The problematic and contradictory relationship between the art of Italian painter, sculptor and muralist Corrado Cagli and the fascist government that supported him will be explored in an upcoming presentation by Penn State Laureate John Champagne. He is scheduled to speak at 7 p.m. Tuesday, Oct. 16, in Hiller Auditorium at Penn State DuBois. It is free and open to the public.
Champagne, a professor of English at Penn State Erie, The Behrend College, uses Cagli’s career as a starting point for engaging his audience in a discussion of art and the contemporary resurgence of fascism at home and abroad. “Do artists have a responsibility to politics?” he asks. “What is our obligation to art of the past, and what does history suggest to us about the role art plays in world politics today?”
An annual honor established in 2008, the Penn State Laureate is a faculty member who travels the Commonwealth to bring greater visibility to the arts, humanities and the University, as well as to his or her own work. Champagne’s laureate presentation is an expansion of his research for his sixth book, an examination of artistic culture of the Italian fascist years of 1922-45 and the relationship of artistic works to the fascist regime.
Champagne is professor of English and chair of the Global Languages and Cultures program at Penn State Erie, The Behrend College. Born in Milwaukee, Wis., he wrote his first novel, “The Blue Lady’s Hands” (Lyle Stuart, 1988), while an undergraduate at Hunter College in New York City. His second novel, “When the Parrot Boy Sings” (Meadowlands, 1990), was published two years later.
After completing a master’s degree in film studies at New York University in 1988, Champagne earned his doctoral degree in English from the University of Pittsburgh in 1993. That same year, he began working at Penn State Behrend, where he teaches courses in literature, film, philosophy, composition, and Italian culture. He also has taught ethnic American literature and media theory at the University of La Manouba in Tunisia as a Fulbright Scholar.
Champagne is the author of three nonfiction books—“The Ethics of Marginality, A New Approach to Gay Studies” (University of Minnesota Press, 1995), “Aesthetic Modernism and Masculinity in Fascist Italy” (Routledge 2013) and “Italian Masculinity as Queer Melodrama” (Palgrave 2015)—and currently is at work on a study of Italian artists in the fascist years.
Champagne and his husband, Richard, divide their time between Erie and their apartment in Perugia, Italy.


### Problem description
Your copy should match the entries exactly, with the pictures left out.

[Start of section]

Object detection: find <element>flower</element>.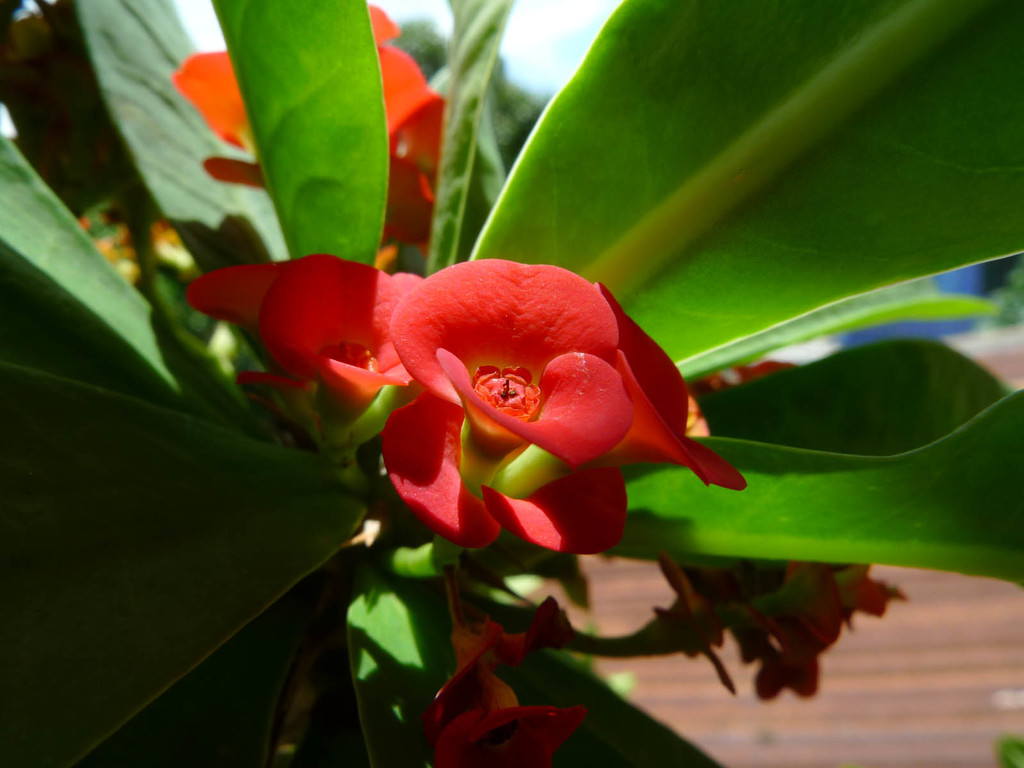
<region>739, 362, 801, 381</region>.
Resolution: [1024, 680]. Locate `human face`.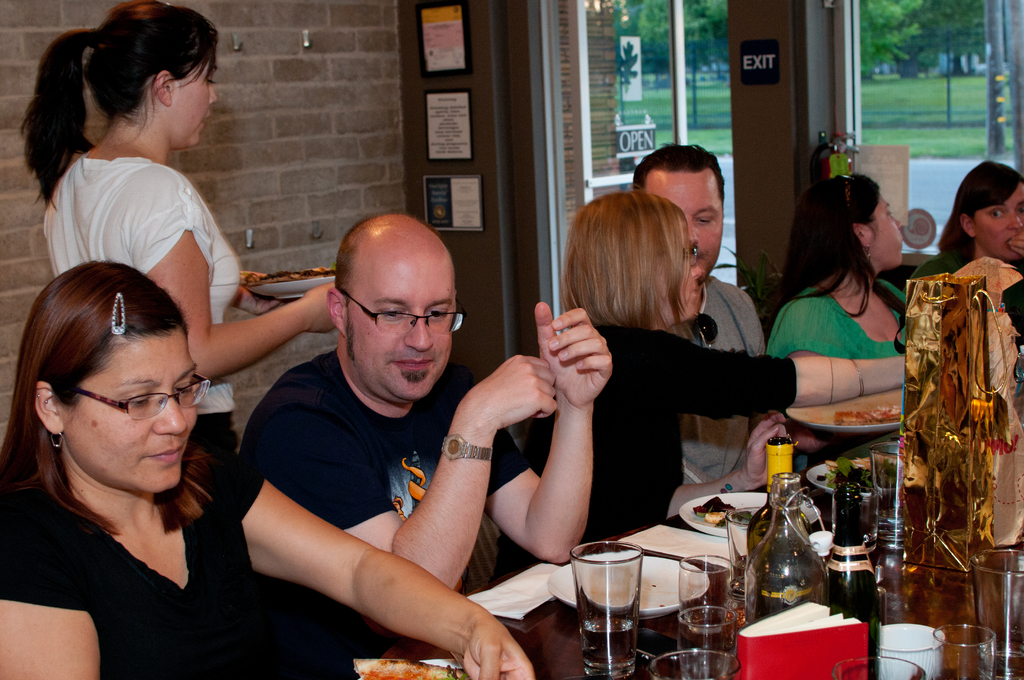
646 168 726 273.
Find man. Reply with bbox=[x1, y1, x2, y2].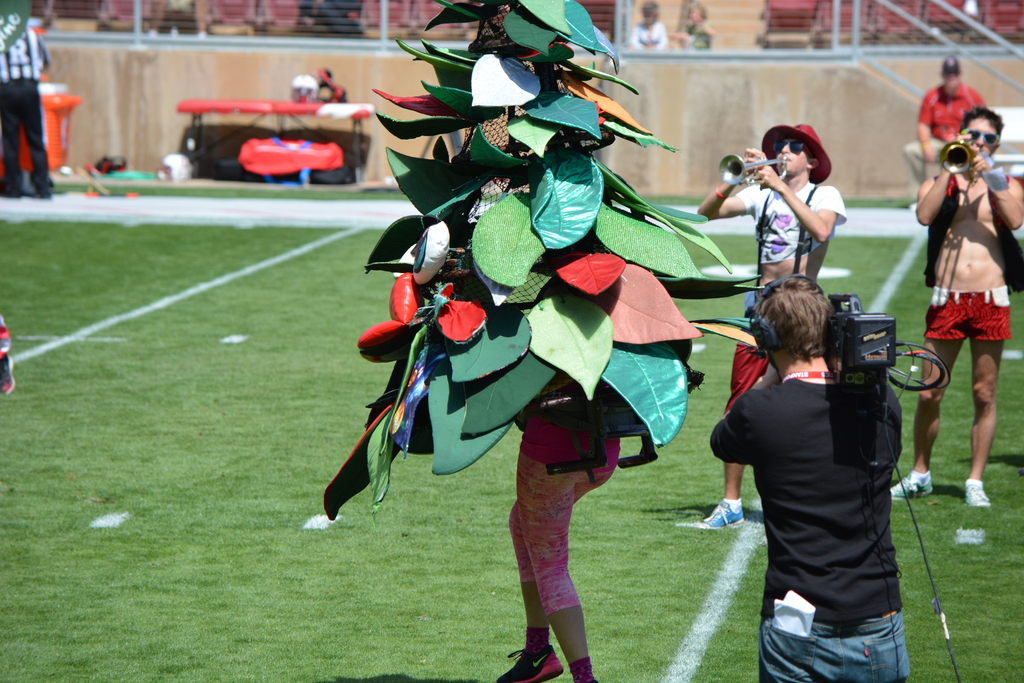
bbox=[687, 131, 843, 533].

[End of section]

### Response area
Object detection: find <element>flower</element>.
<region>739, 362, 801, 381</region>.
Resolution: [1024, 680]. Locate `human face`.
646 168 726 273.
Find man. Reply with bbox=[x1, y1, x2, y2].
bbox=[687, 131, 843, 533].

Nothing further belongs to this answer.